Sunday 24 October 2010

Canal Walk

Since Farmleigh will close at the end of the month, when today dawned bright and sunny (and frosty) with blue skies we thought we'd try to fit in a trip there this morning. But the car wouldn't start, and rather than spend a long time trying, we went for a walk along the canal instead. It hasn't done my cold any good, but it was better than staying indoors on such a glorious morning. The strange thing is that when C got the battery charger out and tried the car once more before connecting it up, it started perfectly first time and doesn't appear to need charging at all. Maybe we'll get to Farmleigh tomorrow if the good forecast holds. Maybe we just weren't meant to go to Farmleigh today.

Reflections 1





Reflections 2


Bolts and Braces - a new railway bridge


Man was this horse hungry - I was waiting a long time for it to raise its head

Just for fun - ghost bird

We're still trying to identify that bird - I do have a better picture for ID purposes, but this was just as it flew off. We had a delightful time watching a whole bunch of long-tailed tits flitting around  (the first time C has seen any in years), but this bird was too big for that, too long and blocky a tail to be a sparrow, too big for a wagtail, not yellow enough for a grey wagtail. A mystery bird, all in all.

Saturday 23 October 2010

Autumn Splendour

Last week's photo challenge on SCS was Fall Splendour. As things turned out, we had the most dismal dull grey skies after the challenge was posted - and not rain, but almost like a mist that never lifted for a couple of days. Then last Saturday when it started to get a bit nicer, we were going to be out all day up North.
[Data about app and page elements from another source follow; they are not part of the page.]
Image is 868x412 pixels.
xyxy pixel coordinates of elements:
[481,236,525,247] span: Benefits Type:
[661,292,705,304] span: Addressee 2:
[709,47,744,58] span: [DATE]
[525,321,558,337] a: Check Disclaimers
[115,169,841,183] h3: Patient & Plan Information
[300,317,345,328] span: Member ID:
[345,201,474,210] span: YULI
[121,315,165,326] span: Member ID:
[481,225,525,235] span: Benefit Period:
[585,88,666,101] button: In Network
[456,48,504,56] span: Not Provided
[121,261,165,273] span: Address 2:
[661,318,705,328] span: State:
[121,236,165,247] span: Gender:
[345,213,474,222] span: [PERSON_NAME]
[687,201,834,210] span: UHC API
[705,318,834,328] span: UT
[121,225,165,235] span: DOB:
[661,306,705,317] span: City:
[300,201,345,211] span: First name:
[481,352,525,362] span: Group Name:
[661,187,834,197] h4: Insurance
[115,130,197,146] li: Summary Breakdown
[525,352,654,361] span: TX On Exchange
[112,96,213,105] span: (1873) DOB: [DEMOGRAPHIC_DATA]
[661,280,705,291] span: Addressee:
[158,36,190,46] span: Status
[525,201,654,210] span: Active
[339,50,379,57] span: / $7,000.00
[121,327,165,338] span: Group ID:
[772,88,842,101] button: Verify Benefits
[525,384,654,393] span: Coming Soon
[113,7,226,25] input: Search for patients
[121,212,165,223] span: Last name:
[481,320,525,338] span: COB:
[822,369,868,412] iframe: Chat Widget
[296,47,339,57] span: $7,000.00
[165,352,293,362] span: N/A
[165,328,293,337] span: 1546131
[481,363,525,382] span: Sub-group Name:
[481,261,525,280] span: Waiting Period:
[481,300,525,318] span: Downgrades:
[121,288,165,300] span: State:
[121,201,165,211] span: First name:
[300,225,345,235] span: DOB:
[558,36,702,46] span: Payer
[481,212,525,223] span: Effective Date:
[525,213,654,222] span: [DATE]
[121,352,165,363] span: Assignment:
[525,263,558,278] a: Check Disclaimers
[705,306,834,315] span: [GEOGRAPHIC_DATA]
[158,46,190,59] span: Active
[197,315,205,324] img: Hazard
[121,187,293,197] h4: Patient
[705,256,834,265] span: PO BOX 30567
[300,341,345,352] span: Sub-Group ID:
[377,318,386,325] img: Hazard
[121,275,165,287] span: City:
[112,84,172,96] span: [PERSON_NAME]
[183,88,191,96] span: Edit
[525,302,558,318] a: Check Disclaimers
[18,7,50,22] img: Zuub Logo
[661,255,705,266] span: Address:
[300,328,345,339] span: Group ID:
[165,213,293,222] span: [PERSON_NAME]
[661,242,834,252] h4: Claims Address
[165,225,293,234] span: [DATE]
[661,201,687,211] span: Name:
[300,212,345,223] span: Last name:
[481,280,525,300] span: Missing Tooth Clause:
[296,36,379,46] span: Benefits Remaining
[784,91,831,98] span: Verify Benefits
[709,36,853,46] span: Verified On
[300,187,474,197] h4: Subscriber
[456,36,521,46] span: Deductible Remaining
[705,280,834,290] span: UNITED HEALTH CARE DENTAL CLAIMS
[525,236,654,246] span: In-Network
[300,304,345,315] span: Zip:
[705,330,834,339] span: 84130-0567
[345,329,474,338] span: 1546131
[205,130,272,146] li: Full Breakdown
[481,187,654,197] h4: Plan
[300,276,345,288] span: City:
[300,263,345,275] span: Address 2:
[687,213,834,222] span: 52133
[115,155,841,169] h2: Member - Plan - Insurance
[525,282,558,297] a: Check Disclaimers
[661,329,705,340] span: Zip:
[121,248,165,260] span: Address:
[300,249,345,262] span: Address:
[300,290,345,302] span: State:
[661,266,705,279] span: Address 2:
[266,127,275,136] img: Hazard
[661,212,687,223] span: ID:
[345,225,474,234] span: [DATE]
So the only photos I got were a few I took on the walk down to get the paper and some bread and milk on Saturday morning before we went out.
Actually it seems to me that for the end of October there are still an awful lot of green trees around - even driving through the Glen o' the Downs last weekend and again  on Thursday this week, I'd have expected it to be a riot of colour, but it's still pretty much green.





I also finally found enough sunshine for a picture of these berries, which I wanted for the Berried Treasure challenge. I do know what the tree is called - I took a photo of the label on a tree in Farmleigh last year, but I'd have to scan through a pile of photos to find it - or get out my RHS book of plants, which probably wouldn't be any quicker.